SLB is the world's largest oilfield services company. It makes money by selling tools, software, and services to oil and gas companies that need help drilling wells, measuring underground rock, and getting oil and gas out of the ground. Its four main business lines are Digital (software and data platforms), Reservoir Performance (understanding what is underground), Well Construction (drilling and building wells), and Production Systems (equipment that lifts oil and gas to the surface). Every time an oil company drills a well or needs to produce more from an existing one, SLB gets paid for the work. The diagram below traces where the money goes.
Between 2021 and 2024, SLB grew steadily. Revenue climbed from $22.9 billion in 2021 to $36.3 billion in 2024. That is four straight years of growth, and it tracks almost perfectly with higher oil prices and more drilling activity around the world. Gross margin also improved every year over that stretch, rising from about 16% in 2021 to about 21% in 2024. The business was clearly getting more profitable as it got bigger.
Then 2025 arrived with a harder environment. Oil prices fell. Some big customers in Saudi Arabia, Mexico, and offshore West Africa spent less money on drilling. Full-year revenue dropped to $35.7 billion, down from $36.3 billion the year before. Gross margin also slipped, falling back to about 18%. Without the $1.5 billion contribution from a newly acquired company called ChampionX, the underlying revenue decline would have been 6%. That gap matters. It means the core business shrank while acquisitions masked some of the damage.
One thing that held up well was cash generation. Operating cash flow came in at $6.5 billion in 2025, very close to the $6.6 billion in both 2023 and 2024. Free cash flow was $4.8 billion in 2025, up slightly from $4.7 billion the year before. SLB returned $4.0 billion to shareholders in 2025 through dividends and share repurchases. This shows that even when revenue dips, the business produces a lot of real cash.

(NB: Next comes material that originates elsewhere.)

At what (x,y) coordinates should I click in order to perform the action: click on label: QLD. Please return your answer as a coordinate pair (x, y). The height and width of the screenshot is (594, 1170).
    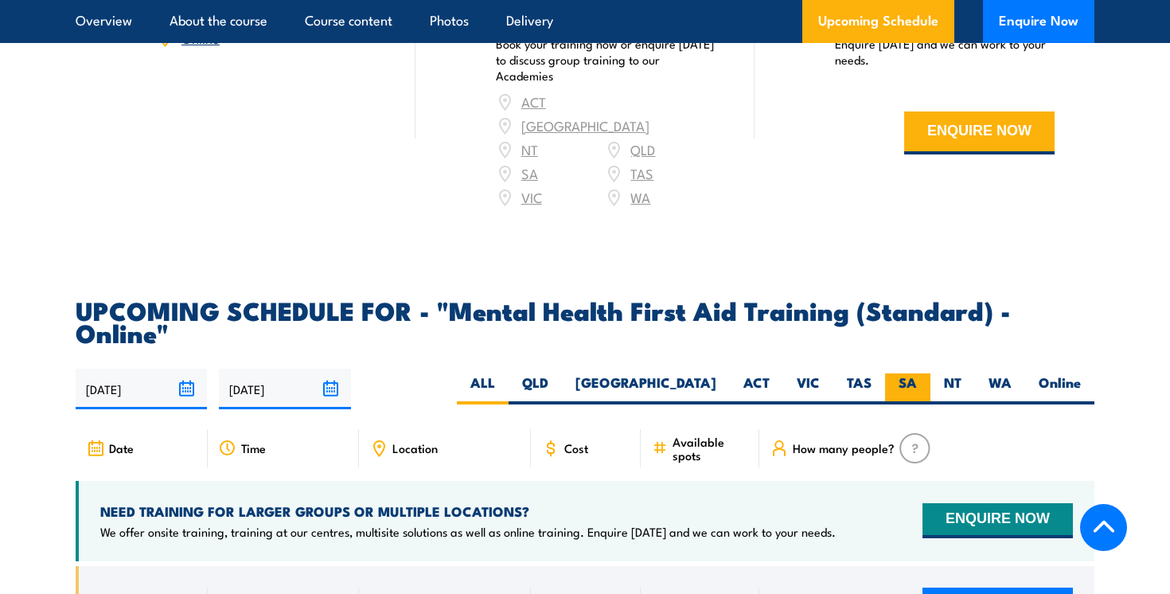
    Looking at the image, I should click on (535, 388).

SLB carries meaningful debt on its books. Net debt stood at $13.5 billion at the end of 2025 according to the financial data, though the company's own liquidity table shows a narrower net debt figure of $7.4 billion after accounting for cash and short-term investments. Either way, SLB has billions in fixed-rate bonds maturing steadily through 2033 and beyond, meaning interest payments are a recurring obligation regardless of where oil prices go.
The new horizons SLB is chasing are real but still small. The Data Center Solutions business, which makes modular data center equipment for hyperscalers, grew 121% in 2025 year over year. Carbon capture is live through the SLB Capturi joint venture. Geothermal and hydrogen projects are underway. But today, these businesses are a fraction of total revenue. Well Construction alone generated $11.9 billion in 2025, more than four times the entire Digital division's $2.7 billion.
Now consider the specific risks. The most fundamental one is simple: SLB's customers are oil and gas companies. When oil prices fall, those companies drill fewer wells and order fewer services. That cycle has happened repeatedly and the 2025 results show it happening again in key markets. SLB has almost no control over oil prices.
Russia is a specific financial exposure. The company has $0.7 billion of assets there. It stopped doing new business in Russia in 2022 and stopped shipping products in 2023. Russia still represented 4% of revenue in 2025, which means some activity continues, but further escalation in that conflict or tighter sanctions could force SLB to write off assets it cannot retrieve. Separately, 82% of SLB's revenue comes from outside the United States, spreading that geopolitical risk across many unstable regions.
The digital business creates a different kind of risk. SLB's software platforms let oil company customers control operations remotely and store sensitive underground data in the cloud. A serious cyberattack could let hackers break those systems or even interfere with live oil and gas production. SLB's reputation is directly tied to the security of its customers' operations. A major breach could push customers toward competitors.
Climate regulation is a slow-moving but structural risk. New laws that reduce demand for oil and gas directly reduce demand for everything SLB sells to its core customers. SLB has committed to a net-zero target by 2050, which is notable. But its Scope 3 emissions, the ones caused by customers using SLB technology, make up roughly 95% of its total emissions baseline. That means SLB's emissions profile is almost entirely determined by how much oil and gas its customers produce.
SLB is trying to change this by growing its Digital division, which earns some revenue through software subscriptions and recurring platform fees. But most of the business is still per-transaction: a customer drills a well, SLB gets paid, the well is done. That structure means when drilling activity falls, revenue falls with it, as 2025 demonstrated clearly.